Notably, Tesla lobbied in favor of making this last set of standards stronger, and they also lobbied against ruining the Obama/CA standards in 2016 – being one of very few automakers who were on the correct side of that discussion.

Despite that the President Biden EPA’s rules do not mandate any particular powertrain, Mr. Trump, in his usual ignorance, has said that he will end the nonexistent EV mandate. And now that he has received more votes than his opponent for the first time (after three tries, and despite committing treason in 2021 for which there is a clear legal remedy), it looks like the upcoming EPA might be directed to end these emissions cuts and fuel/health cost savings for Americans.

But in this instance, it sounds like the automakers might actually do the right thing for once, and ask the government not to do any rollbacks, and instead let them continue on with the plans without disruption from a convicted felon who seems determined to cede a US EV manufacturing boom back to China.

Detroit’s Big Three automakers – GM, Ford and Stellantis – are all reportedly trying to figure out how to ensure that these rules stay in place. The mentality is that constantly changing regulations are not beneficial for companies – particularly in the auto realm, where models take on the order of 7 years to plan and execute. Long-term planning is important for the hundreds of billions in manufacturing investment that EVs have attracted in the US during Biden’s EV push.

These attitudes are notable, given that this is not what automakers did in 2016/2017. That time, they compulsively pushed for fewer regulations, and now they are asking for regulations to remain in place.
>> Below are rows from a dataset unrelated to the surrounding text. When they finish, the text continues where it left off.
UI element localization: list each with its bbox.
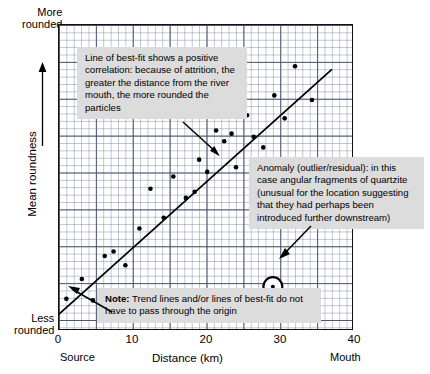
data-point [184, 196, 189, 201]
data-point [293, 64, 298, 69]
data-point [222, 139, 227, 144]
annotation-note-text: Trend lines and/or lines of best-fit do … [105, 293, 303, 316]
annotation-note-label: Note: [105, 293, 130, 304]
data-point [137, 226, 142, 231]
data-point [171, 174, 176, 179]
chart-figure: More rounded Less rounded Mean roundness… [0, 0, 430, 374]
data-point [205, 170, 210, 175]
data-point [234, 165, 239, 170]
data-point [310, 98, 315, 103]
y-axis-direction-arrow [37, 62, 48, 146]
annotation-best-fit: Line of best-fit shows a positive correl… [77, 47, 247, 119]
data-point [91, 298, 96, 303]
x-axis-right-label: Mouth [330, 351, 361, 363]
x-tick-20: 20 [193, 333, 219, 345]
x-tick-0: 0 [45, 333, 71, 345]
y-axis-title: Mean roundness [26, 114, 38, 234]
x-axis-left-label: Source [60, 351, 95, 363]
data-point [161, 215, 166, 220]
data-point [192, 189, 197, 194]
data-point [64, 297, 69, 302]
data-point [261, 145, 266, 150]
data-point [282, 116, 287, 121]
data-point [123, 263, 128, 268]
data-point [251, 134, 256, 139]
data-point [80, 277, 85, 282]
data-point [229, 131, 234, 136]
y-axis-top-label: More rounded [22, 6, 62, 30]
data-point [148, 186, 153, 191]
x-tick-10: 10 [119, 333, 145, 345]
x-tick-40: 40 [341, 333, 367, 345]
data-point [102, 254, 107, 259]
data-point [197, 157, 202, 162]
data-point [111, 249, 116, 254]
x-axis-title: Distance (km) [152, 352, 223, 364]
annotation-note: Note: Trend lines and/or lines of best-f… [97, 288, 321, 323]
data-point [214, 128, 219, 133]
x-tick-30: 30 [267, 333, 293, 345]
data-point [272, 93, 277, 98]
annotation-anomaly: Anomaly (outlier/residual): in this case… [249, 157, 424, 229]
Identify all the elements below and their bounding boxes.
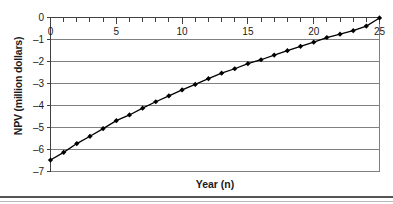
x-tick-label: 0 [48, 27, 54, 37]
x-tick-label: 5 [114, 27, 120, 37]
footer-rule-secondary [0, 201, 393, 202]
footer-rule [0, 196, 393, 198]
x-tick-label: 15 [242, 27, 253, 37]
x-axis-title: Year (n) [50, 178, 380, 190]
x-axis-tick-labels: 0510152025 [0, 0, 393, 204]
chart-figure: NPV (million dollars) 0–1–2–3–4–5–6–7 05… [0, 0, 393, 204]
x-tick-label: 10 [177, 27, 188, 37]
x-tick-label: 25 [374, 27, 385, 37]
x-tick-label: 20 [308, 27, 319, 37]
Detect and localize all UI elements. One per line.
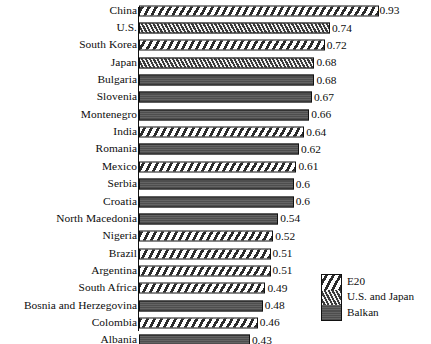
bar-value-label: 0.74: [332, 22, 352, 33]
bar-us-and-japan: [139, 57, 314, 68]
bar-value-label: 0.67: [314, 92, 334, 103]
bar-row: Albania 0.43: [0, 332, 431, 344]
bar-value-label: 0.54: [280, 213, 300, 224]
category-label: Serbia: [108, 178, 137, 189]
bar-value-label: 0.68: [316, 57, 336, 68]
category-label: U.S.: [117, 22, 137, 33]
bar-container: 0.68: [139, 57, 314, 68]
bar-balkan: [139, 75, 314, 86]
legend-item-balkan: Balkan: [321, 305, 429, 321]
bar-value-label: 0.61: [298, 161, 318, 172]
bar-container: 0.61: [139, 161, 296, 172]
category-label: Brazil: [109, 248, 137, 259]
bar-balkan: [139, 213, 278, 224]
bar-row: South Korea 0.72: [0, 37, 431, 54]
bar-container: 0.51: [139, 265, 271, 276]
bar-value-label: 0.64: [306, 126, 326, 137]
category-label: Nigeria: [102, 231, 137, 242]
bar-balkan: [139, 196, 294, 207]
bar-e20: [139, 231, 273, 242]
category-label: China: [110, 5, 137, 16]
category-label: Albania: [101, 335, 137, 344]
bar-value-label: 0.68: [316, 74, 336, 85]
bar-value-label: 0.93: [380, 5, 400, 16]
category-label: North Macedonia: [56, 213, 137, 224]
bar-container: 0.43: [139, 335, 250, 344]
chart-legend: E20 U.S. and Japan Balkan: [321, 274, 429, 321]
bar-e20: [139, 161, 296, 172]
bar-container: 0.67: [139, 92, 312, 103]
bar-row: Brazil 0.51: [0, 245, 431, 262]
bar-e20: [139, 283, 265, 294]
bar-e20: [139, 5, 379, 16]
bar-container: 0.49: [139, 283, 265, 294]
bar-container: 0.64: [139, 127, 304, 138]
bar-balkan: [139, 335, 250, 344]
horizontal-bar-chart: China 0.93 U.S. 0.74 South Korea 0.72 Ja…: [0, 0, 431, 344]
bar-container: 0.54: [139, 213, 278, 224]
bar-balkan: [139, 179, 294, 190]
bar-container: 0.51: [139, 248, 271, 259]
bar-container: 0.72: [139, 40, 325, 51]
bar-row: India 0.64: [0, 123, 431, 140]
bar-us-and-japan: [139, 23, 330, 34]
category-label: Japan: [111, 57, 137, 68]
bar-row: China 0.93: [0, 2, 431, 19]
legend-swatch-us-and-japan-icon: [321, 290, 342, 306]
category-label: Colombia: [92, 317, 137, 328]
bar-value-label: 0.48: [265, 300, 285, 311]
bar-container: 0.62: [139, 144, 299, 155]
bar-container: 0.68: [139, 75, 314, 86]
bar-value-label: 0.66: [311, 109, 331, 120]
bar-value-label: 0.62: [301, 144, 321, 155]
legend-label: U.S. and Japan: [347, 292, 414, 303]
bar-row: Mexico 0.61: [0, 158, 431, 175]
category-label: Mexico: [102, 161, 137, 172]
bar-value-label: 0.6: [296, 196, 310, 207]
legend-label: Balkan: [347, 307, 379, 318]
legend-item-e20: E20: [321, 274, 429, 290]
bar-value-label: 0.51: [273, 265, 293, 276]
bar-row: Croatia 0.6: [0, 193, 431, 210]
category-label: Romania: [96, 144, 137, 155]
category-label: South Korea: [79, 40, 137, 51]
bar-balkan: [139, 144, 299, 155]
bar-value-label: 0.46: [260, 317, 280, 328]
category-label: Slovenia: [97, 92, 137, 103]
legend-label: E20: [347, 276, 365, 287]
bar-container: 0.66: [139, 109, 309, 120]
bar-value-label: 0.6: [296, 178, 310, 189]
bar-container: 0.6: [139, 196, 294, 207]
bar-row: Montenegro 0.66: [0, 106, 431, 123]
bar-value-label: 0.49: [267, 283, 287, 294]
category-label: India: [113, 126, 137, 137]
bar-value-label: 0.51: [273, 248, 293, 259]
category-label: South Africa: [79, 283, 138, 294]
bar-e20: [139, 265, 271, 276]
bar-row: Serbia 0.6: [0, 176, 431, 193]
bar-row: Japan 0.68: [0, 54, 431, 71]
bar-value-label: 0.72: [327, 40, 347, 51]
bar-value-label: 0.43: [252, 335, 272, 344]
bar-value-label: 0.52: [275, 231, 295, 242]
bar-balkan: [139, 300, 263, 311]
legend-swatch-e20-icon: [321, 274, 342, 290]
bar-row: Slovenia 0.67: [0, 89, 431, 106]
legend-item-us-and-japan: U.S. and Japan: [321, 290, 429, 306]
bar-e20: [139, 127, 304, 138]
bar-container: 0.46: [139, 317, 258, 328]
bar-e20: [139, 248, 271, 259]
bar-e20: [139, 40, 325, 51]
legend-swatch-balkan-icon: [321, 305, 342, 321]
bar-container: 0.6: [139, 179, 294, 190]
bar-container: 0.74: [139, 23, 330, 34]
bar-e20: [139, 317, 258, 328]
category-label: Croatia: [103, 196, 137, 207]
category-label: Bulgaria: [97, 74, 137, 85]
bar-balkan: [139, 92, 312, 103]
bar-row: Romania 0.62: [0, 141, 431, 158]
bar-row: U.S. 0.74: [0, 19, 431, 36]
bar-row: Nigeria 0.52: [0, 228, 431, 245]
bar-balkan: [139, 109, 309, 120]
category-label: Bosnia and Herzegovina: [24, 300, 137, 311]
It’s further notable that Tesla CEO Elon Musk, whose company lobbied strongly in favor of emissions cuts and makes more use of the federal EV tax credit than any other company, is now allied with the very entity that’s looking to harm EVs. It seems that we have entered opposite world.

So it remains to be seen where we will go from here – on the one hand, doctorsnursesscientists, environmental groupsmany businessespeople who recognize that they have lungs which they would like to continue using, and so on, generally support the strongest regulation possible. Now, automakers have been added to the pile asking for strong regulations.

On the other hand, a former reality TV host – tagged along with by the CEO of the company that has sold more electric cars than any other – seem determined to kill electric cars, despite the harm that would cause to Americans’ pocketbooks and health insurance premiums. And that famously vindictive character may be even more spurred towards this harmful course of action after failing in his efforts the first time.